With new movies on the docket from a broad church of Academy-favorite auteurs, expect the 2026 Best Picture race to be a bloodbath. There will be no room for superhero movies this time around, although the Brad Pitt racing thriller F1 might slide in the way Top Gun: Maverick (from the same director, Joseph Kosinski) did in 2023.

The leading contender from the summer is the still-officially-untitled tenth feature film from Paul Thomas Anderson, which at one point was reportedly entitled The Battle of Baktan Cross but may end up being released as One Battle After Another. It’s said to be the beloved filmmaker’s biggest-budget movie to date, with an all-star cast featuring the likes of Leonardo DiCaprio, Sean Penn and Regina Hall. PTA has been nominated for eleven Oscars so far, with arguably his biggest chance coming for bonafide classic There Will Be Blood—which would’ve likely swept in 2008, had it not endured the misfortune of coming out in the same year as No Country For Old Men. Should Battle meet its lofty expectations, we could see it steamrolling the opposition straight to the director’s first statuette.

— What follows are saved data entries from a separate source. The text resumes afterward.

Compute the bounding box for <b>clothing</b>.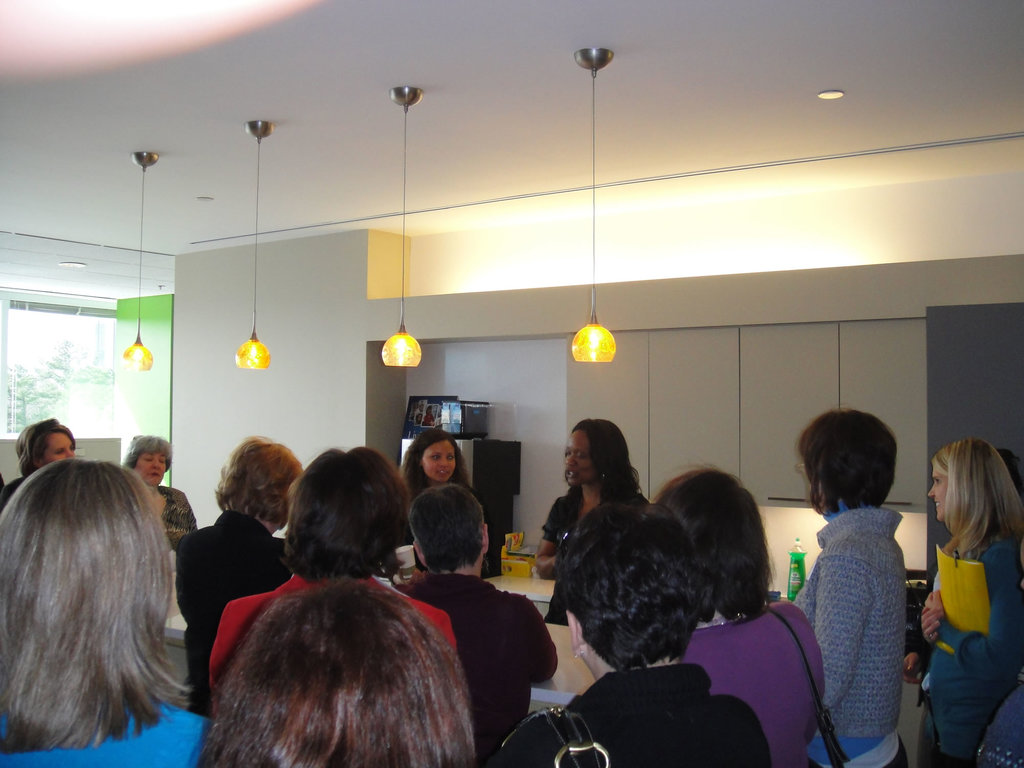
545/488/657/615.
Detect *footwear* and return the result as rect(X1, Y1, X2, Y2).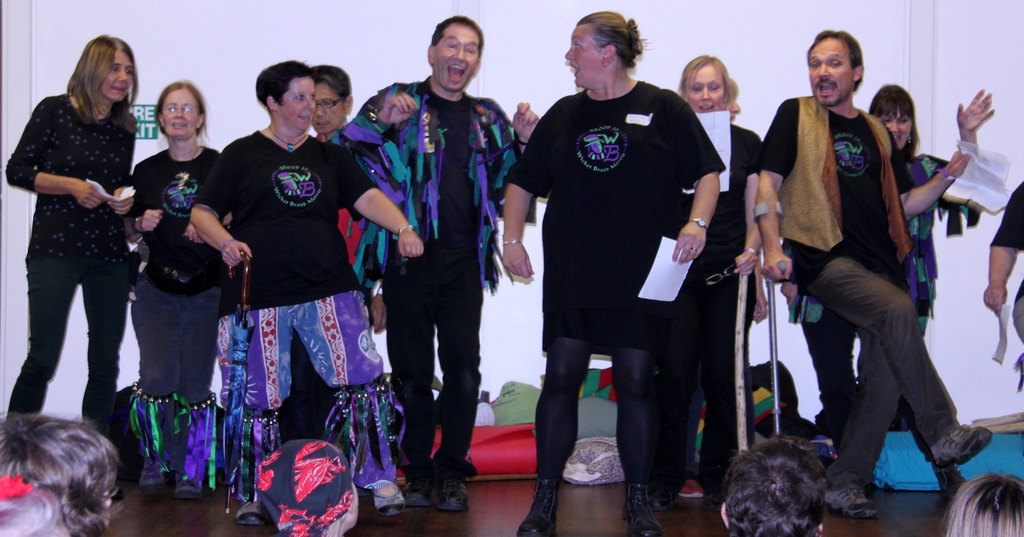
rect(929, 426, 993, 474).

Which brings us to the other candidates. A favorite among the Letterboxd generation, Luca Guadagnino has been consistently overlooked by the Oscars since he rocketed to international acclaim with 2017’s Call Me by Your Name, despite follow-ups like Bones and All and Challengers routinely finding their way to cinephiles’ year-end lists. But expectations are huge for After the Hunt, a timely cancel-culture thriller that shot over the summer last year. Julia Roberts plays a college professor whose colleague is faced with a “serious accusation,” which sounds like meaty material primed for an awards run.

Elsewhere, Nomadland director Chloé Zhao returns with Hamnet, which stars Paul Mescal and Jessie Buckley as William and Agnes Shakespeare in a fictionalization of their life following the death of their son. A prestige period piece? That’s just the sort of material that the Academy laps up. An outside bet might be popstar drama Mother Mary, from A24—the studio that swept in 2023 with Everything, Everywhere All at Once and took three gongs this year for The Brutalist—starring Anne Hathaway and Michaela Coel, with original music by Charli XCX and Jack Antonoff. Suffice to say, it sounds very of the moment, appealing to the Academy’s younger voters, who just saw Anora take home five awards. But director David Lowery, routinely acclaimed for films like A Ghost Story and The Green Knight, has been historically snubbed at the Oscars so far.

On the subject of A24, The Rock’s first foray into the arthouse, The Smashing Machine, is set to release this year. Right now, we expect it to be more of a vehicle for a Dwayne Johnson awards campaign—the narrative around the film will inevitably coalesce around his performance, should it turn up the goods, and those who follow the Oscars love nothing more than a good redemption arc. We expect ping-pong drama Marty Supreme to be another major contender for A24, and it may just be the most viable of the lot: a sports drama directed by Josh Safdie (of Uncut Gems fame) with Timothée Chalamet in another lead that seems primed for awards contention, playing real-life table tennis star Marty Reisman.